Abstract

Cooling the surface of high-speed vehicles by injection of coolant into the flow stream aims to reduce the overall weight and cost of thermal protection systems. Here, the transpiration-based cooling method is studied for a Mach number M∞=5 with coolant injected through a porous layer composed of a staggered arrangement of spheres. Disturbances are introduced into the boundary layer upstream of the porous layer to study in detail the flow regime in which the boundary layer is transitional, including cases where transition is triggered either downstream or directly over the sample. The present work evaluates the effects of transition location, Reynolds number at injection location, and blowing ratio on the cooling performance downstream of the porous sample with heat fluxes that are comparable in magnitude to those seen in laboratory experiments. Flow within the porous layer is found to be unsteady, with a non-negligible streamwise pressure gradient introduced by shock and expansion waves at the leading and trailing edge of the porous sample. For cases where transition occurs just downstream of the sample, the lowest pressure/blowing ratio case results in more cooling immediately after the porous layer, but cooling performance worsens farther downstream. Higher blowing ratio cases show higher effectiveness for a longer distance downstream, despite the transition location moving upstream. For cases where transition occurs over the porous sample, the cooling effect is more consistent, with the heat flux decreasing monotonically with increasing pressure/blowing ratio. The results not only show a strong dependence on transition location, but also that opposite trends in cooling performance are possible when transition occurs just downstream of the injection.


What to do
What you return must match the records word for word, except that images are dropped.

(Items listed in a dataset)
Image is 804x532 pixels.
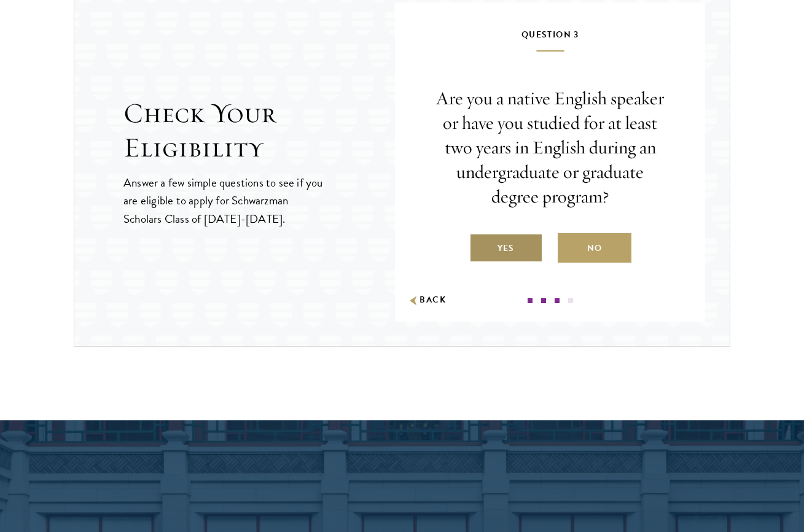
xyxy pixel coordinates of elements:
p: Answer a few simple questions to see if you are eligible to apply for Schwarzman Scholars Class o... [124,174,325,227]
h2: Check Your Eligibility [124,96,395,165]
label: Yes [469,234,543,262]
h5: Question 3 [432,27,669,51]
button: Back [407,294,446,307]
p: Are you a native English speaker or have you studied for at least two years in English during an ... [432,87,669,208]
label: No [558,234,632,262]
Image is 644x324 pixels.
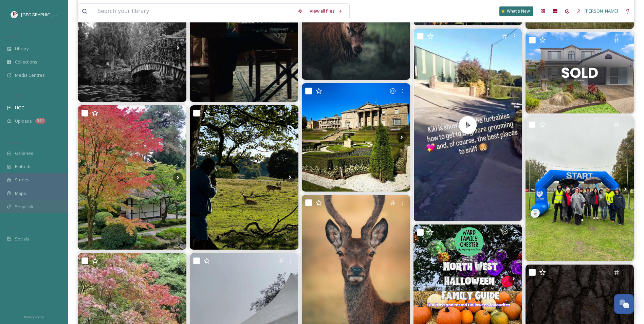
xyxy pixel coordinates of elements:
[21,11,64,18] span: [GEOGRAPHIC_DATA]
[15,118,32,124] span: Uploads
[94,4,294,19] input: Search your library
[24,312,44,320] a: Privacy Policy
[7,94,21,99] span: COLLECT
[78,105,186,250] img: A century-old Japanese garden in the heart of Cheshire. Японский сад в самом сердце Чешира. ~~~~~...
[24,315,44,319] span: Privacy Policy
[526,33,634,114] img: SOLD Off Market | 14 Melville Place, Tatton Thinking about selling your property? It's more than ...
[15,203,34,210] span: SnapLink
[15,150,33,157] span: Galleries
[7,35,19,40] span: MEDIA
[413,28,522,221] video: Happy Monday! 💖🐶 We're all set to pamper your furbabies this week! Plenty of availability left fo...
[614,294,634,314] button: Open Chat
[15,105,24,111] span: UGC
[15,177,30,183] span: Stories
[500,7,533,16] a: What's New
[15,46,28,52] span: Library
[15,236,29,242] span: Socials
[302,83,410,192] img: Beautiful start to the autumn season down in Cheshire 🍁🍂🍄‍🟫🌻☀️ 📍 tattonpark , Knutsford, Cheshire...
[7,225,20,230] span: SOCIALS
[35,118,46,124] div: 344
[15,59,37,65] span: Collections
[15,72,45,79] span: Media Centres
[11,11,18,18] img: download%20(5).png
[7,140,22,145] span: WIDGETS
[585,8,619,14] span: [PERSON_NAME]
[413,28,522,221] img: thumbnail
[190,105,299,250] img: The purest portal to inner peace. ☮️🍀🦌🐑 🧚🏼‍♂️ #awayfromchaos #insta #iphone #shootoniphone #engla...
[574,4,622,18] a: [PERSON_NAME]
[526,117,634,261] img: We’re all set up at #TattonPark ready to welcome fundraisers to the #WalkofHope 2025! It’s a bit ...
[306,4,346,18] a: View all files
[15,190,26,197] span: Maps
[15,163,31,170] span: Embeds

Answer area
Image is 804x532 pixels.
xyxy pixel coordinates of elements:
p: Answer a few simple questions to see if you are eligible to apply for Schwarzman Scholars Class o... [124,174,325,227]
h2: Check Your Eligibility [124,96,395,165]
label: Yes [469,234,543,262]
h5: Question 3 [432,27,669,51]
button: Back [407,294,446,307]
p: Are you a native English speaker or have you studied for at least two years in English during an ... [432,87,669,208]
label: No [558,234,632,262]
Image is 644x324 pixels.
xyxy pixel coordinates of elements:
[21,11,64,18] span: [GEOGRAPHIC_DATA]
[15,118,32,124] span: Uploads
[94,4,294,19] input: Search your library
[24,312,44,320] a: Privacy Policy
[7,94,21,99] span: COLLECT
[78,105,186,250] img: A century-old Japanese garden in the heart of Cheshire. Японский сад в самом сердце Чешира. ~~~~~...
[24,315,44,319] span: Privacy Policy
[526,33,634,114] img: SOLD Off Market | 14 Melville Place, Tatton Thinking about selling your property? It's more than ...
[15,203,34,210] span: SnapLink
[15,150,33,157] span: Galleries
[7,35,19,40] span: MEDIA
[413,28,522,221] video: Happy Monday! 💖🐶 We're all set to pamper your furbabies this week! Plenty of availability left fo...
[614,294,634,314] button: Open Chat
[15,105,24,111] span: UGC
[15,177,30,183] span: Stories
[500,7,533,16] a: What's New
[15,46,28,52] span: Library
[15,236,29,242] span: Socials
[302,83,410,192] img: Beautiful start to the autumn season down in Cheshire 🍁🍂🍄‍🟫🌻☀️ 📍 tattonpark , Knutsford, Cheshire...
[7,225,20,230] span: SOCIALS
[35,118,46,124] div: 344
[15,59,37,65] span: Collections
[15,72,45,79] span: Media Centres
[11,11,18,18] img: download%20(5).png
[7,140,22,145] span: WIDGETS
[585,8,619,14] span: [PERSON_NAME]
[413,28,522,221] img: thumbnail
[190,105,299,250] img: The purest portal to inner peace. ☮️🍀🦌🐑 🧚🏼‍♂️ #awayfromchaos #insta #iphone #shootoniphone #engla...
[574,4,622,18] a: [PERSON_NAME]
[526,117,634,261] img: We’re all set up at #TattonPark ready to welcome fundraisers to the #WalkofHope 2025! It’s a bit ...
[306,4,346,18] a: View all files
[15,190,26,197] span: Maps
[15,163,31,170] span: Embeds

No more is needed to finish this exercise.